Linea recta, a straight or right line is that, as Plato defineth it, whose middle points do hinder us from seeing both the extremes at once; As in the eclipse of the Sunne, if a right line should be drawne from the Sunne, by the Moone, unto our eye, the body of the Moone beeing in the midst, would hinder our sight, and would take away the sight of the Sunne from us: which is taken from the Opticks, in which we are taught, that we see by straight beames or rayes. Therfore to lye equally betweene the boundes, that is by an equall distance: to bee the shortest betweene the same bounds; And that the middest doth hinder the sight of the extremes, is all one.
7. A crooked line is touch'd of a right or crooked line, when they both doe so meete, that being continued or drawne out farther they doe not cut one another.
Tactus, Touching is propper to a crooked line, compared either with a right line or crooked, as is manifest out of the 2. and 3. d 3. A right line is said to touch a circle, which touching the circle and drawne out farther, doth not cut the circle, 2 d 3. as here ae, the right line toucheth the periphery iou. And ae. doth touch the helix or spirall.
Circles are said to touch one another, when touching they doe not cutte one another, 3. d 3. as here the periphery doth aej. doth touch the periphery ouy.
Therefore
8. Touching is but in one point onely. è 13. p 3.
This Consectary is immediatly conceived out of the definition; for otherwise it were a cutting, not touching. So Aristotle in his Mechanickes saith; That a round is easiliest mou'd and most swift; Because it is least touch't of the plaine underneath it.
9. A crooked line is either a Periphery or an Helix. This also is such a division, as our Authour could then hitte on.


## Work required
Only a single number is expected: how many lines of the data hold the word "constant".

Excerpts from a figure dataset
▼
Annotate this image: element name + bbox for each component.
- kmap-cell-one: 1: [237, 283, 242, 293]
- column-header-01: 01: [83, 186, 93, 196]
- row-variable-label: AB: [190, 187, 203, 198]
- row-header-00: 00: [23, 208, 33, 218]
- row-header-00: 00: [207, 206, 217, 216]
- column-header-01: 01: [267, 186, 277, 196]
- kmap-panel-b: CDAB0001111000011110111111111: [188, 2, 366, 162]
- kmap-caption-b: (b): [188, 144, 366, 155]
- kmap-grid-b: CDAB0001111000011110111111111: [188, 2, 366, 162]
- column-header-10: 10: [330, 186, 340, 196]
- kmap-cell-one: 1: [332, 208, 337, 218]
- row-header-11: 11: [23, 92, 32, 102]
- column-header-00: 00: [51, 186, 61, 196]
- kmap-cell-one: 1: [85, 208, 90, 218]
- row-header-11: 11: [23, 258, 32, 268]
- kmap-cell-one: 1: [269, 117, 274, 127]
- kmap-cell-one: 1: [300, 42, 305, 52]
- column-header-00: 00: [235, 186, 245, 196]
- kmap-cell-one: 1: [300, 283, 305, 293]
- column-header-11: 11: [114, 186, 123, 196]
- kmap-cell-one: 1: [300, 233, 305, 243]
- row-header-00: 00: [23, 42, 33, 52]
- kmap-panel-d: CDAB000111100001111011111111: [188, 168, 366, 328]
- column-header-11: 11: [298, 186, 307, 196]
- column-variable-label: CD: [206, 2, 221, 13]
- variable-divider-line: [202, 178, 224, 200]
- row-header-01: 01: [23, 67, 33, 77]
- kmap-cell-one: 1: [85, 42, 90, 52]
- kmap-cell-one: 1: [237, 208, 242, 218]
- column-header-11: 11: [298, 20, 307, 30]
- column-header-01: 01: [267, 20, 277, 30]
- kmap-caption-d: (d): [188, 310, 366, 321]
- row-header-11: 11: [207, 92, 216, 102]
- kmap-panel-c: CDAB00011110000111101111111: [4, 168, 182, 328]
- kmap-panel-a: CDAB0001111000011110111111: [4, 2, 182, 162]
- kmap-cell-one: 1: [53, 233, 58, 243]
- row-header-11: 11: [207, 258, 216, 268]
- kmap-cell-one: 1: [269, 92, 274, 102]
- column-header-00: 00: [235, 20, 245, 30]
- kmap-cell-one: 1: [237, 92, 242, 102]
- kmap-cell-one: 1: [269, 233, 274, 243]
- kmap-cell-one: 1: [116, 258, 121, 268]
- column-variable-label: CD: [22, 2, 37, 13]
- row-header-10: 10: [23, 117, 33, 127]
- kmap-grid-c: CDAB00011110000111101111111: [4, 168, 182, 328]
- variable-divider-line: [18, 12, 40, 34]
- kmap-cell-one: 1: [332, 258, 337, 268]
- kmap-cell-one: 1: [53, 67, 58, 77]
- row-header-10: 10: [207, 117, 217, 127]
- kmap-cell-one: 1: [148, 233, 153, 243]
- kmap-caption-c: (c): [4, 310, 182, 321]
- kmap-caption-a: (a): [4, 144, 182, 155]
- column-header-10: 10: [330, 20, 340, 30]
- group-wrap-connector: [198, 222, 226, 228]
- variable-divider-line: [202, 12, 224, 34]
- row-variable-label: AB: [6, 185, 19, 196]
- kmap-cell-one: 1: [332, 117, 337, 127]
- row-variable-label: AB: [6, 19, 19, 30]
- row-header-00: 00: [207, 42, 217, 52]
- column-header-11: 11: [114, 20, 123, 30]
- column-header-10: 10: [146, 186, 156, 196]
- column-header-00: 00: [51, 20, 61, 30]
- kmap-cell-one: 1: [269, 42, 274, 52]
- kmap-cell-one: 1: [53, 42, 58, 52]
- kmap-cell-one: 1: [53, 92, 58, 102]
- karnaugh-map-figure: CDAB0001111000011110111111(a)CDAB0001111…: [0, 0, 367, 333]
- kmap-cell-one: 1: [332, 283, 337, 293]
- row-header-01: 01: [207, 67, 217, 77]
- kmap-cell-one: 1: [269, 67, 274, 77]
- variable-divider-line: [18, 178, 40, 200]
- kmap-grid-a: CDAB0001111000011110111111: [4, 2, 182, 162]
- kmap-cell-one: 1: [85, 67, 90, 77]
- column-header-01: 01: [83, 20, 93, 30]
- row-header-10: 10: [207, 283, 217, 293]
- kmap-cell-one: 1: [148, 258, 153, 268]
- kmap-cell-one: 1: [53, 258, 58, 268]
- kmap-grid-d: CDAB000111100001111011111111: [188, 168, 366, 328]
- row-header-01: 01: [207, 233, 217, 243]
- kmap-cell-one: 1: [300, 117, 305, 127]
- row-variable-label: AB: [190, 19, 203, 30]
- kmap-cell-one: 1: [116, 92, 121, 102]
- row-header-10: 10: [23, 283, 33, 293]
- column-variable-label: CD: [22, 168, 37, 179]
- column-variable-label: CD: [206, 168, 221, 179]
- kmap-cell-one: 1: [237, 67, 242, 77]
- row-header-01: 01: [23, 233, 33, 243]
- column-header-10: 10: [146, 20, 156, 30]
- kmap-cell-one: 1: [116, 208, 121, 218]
▲
▼
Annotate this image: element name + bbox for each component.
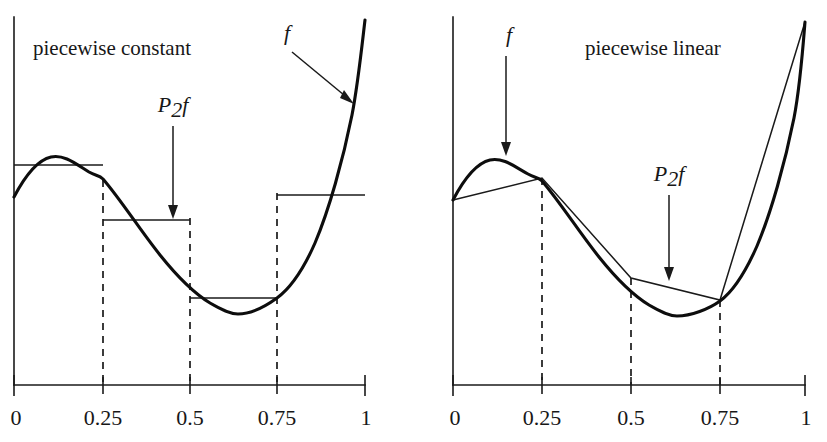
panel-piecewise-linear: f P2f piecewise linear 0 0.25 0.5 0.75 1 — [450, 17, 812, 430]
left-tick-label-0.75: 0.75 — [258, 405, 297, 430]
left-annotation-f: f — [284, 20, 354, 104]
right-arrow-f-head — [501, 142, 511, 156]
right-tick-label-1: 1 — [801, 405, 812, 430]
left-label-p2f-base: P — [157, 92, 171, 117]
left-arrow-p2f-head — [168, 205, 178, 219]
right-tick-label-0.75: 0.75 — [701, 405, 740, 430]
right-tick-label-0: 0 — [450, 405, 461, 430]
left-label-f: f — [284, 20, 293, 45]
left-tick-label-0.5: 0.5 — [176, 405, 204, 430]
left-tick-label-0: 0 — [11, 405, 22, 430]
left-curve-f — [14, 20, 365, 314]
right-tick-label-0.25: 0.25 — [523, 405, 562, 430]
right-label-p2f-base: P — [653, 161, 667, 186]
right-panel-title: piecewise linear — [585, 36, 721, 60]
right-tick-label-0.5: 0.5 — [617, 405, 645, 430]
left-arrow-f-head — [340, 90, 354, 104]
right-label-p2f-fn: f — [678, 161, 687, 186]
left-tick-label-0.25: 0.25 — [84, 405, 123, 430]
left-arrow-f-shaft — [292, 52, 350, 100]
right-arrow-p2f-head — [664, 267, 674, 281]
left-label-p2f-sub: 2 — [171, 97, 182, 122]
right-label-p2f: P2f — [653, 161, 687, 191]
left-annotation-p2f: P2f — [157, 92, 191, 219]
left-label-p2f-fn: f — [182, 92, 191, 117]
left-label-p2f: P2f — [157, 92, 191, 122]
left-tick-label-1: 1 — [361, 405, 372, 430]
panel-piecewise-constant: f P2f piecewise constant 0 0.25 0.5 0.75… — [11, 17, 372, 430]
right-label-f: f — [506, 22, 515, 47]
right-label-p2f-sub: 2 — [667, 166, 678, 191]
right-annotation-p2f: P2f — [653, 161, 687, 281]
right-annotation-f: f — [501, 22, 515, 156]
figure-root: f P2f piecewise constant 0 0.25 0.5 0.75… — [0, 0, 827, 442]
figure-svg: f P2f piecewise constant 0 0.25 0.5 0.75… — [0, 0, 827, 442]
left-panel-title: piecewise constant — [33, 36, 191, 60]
▲
## Output of the exercise
4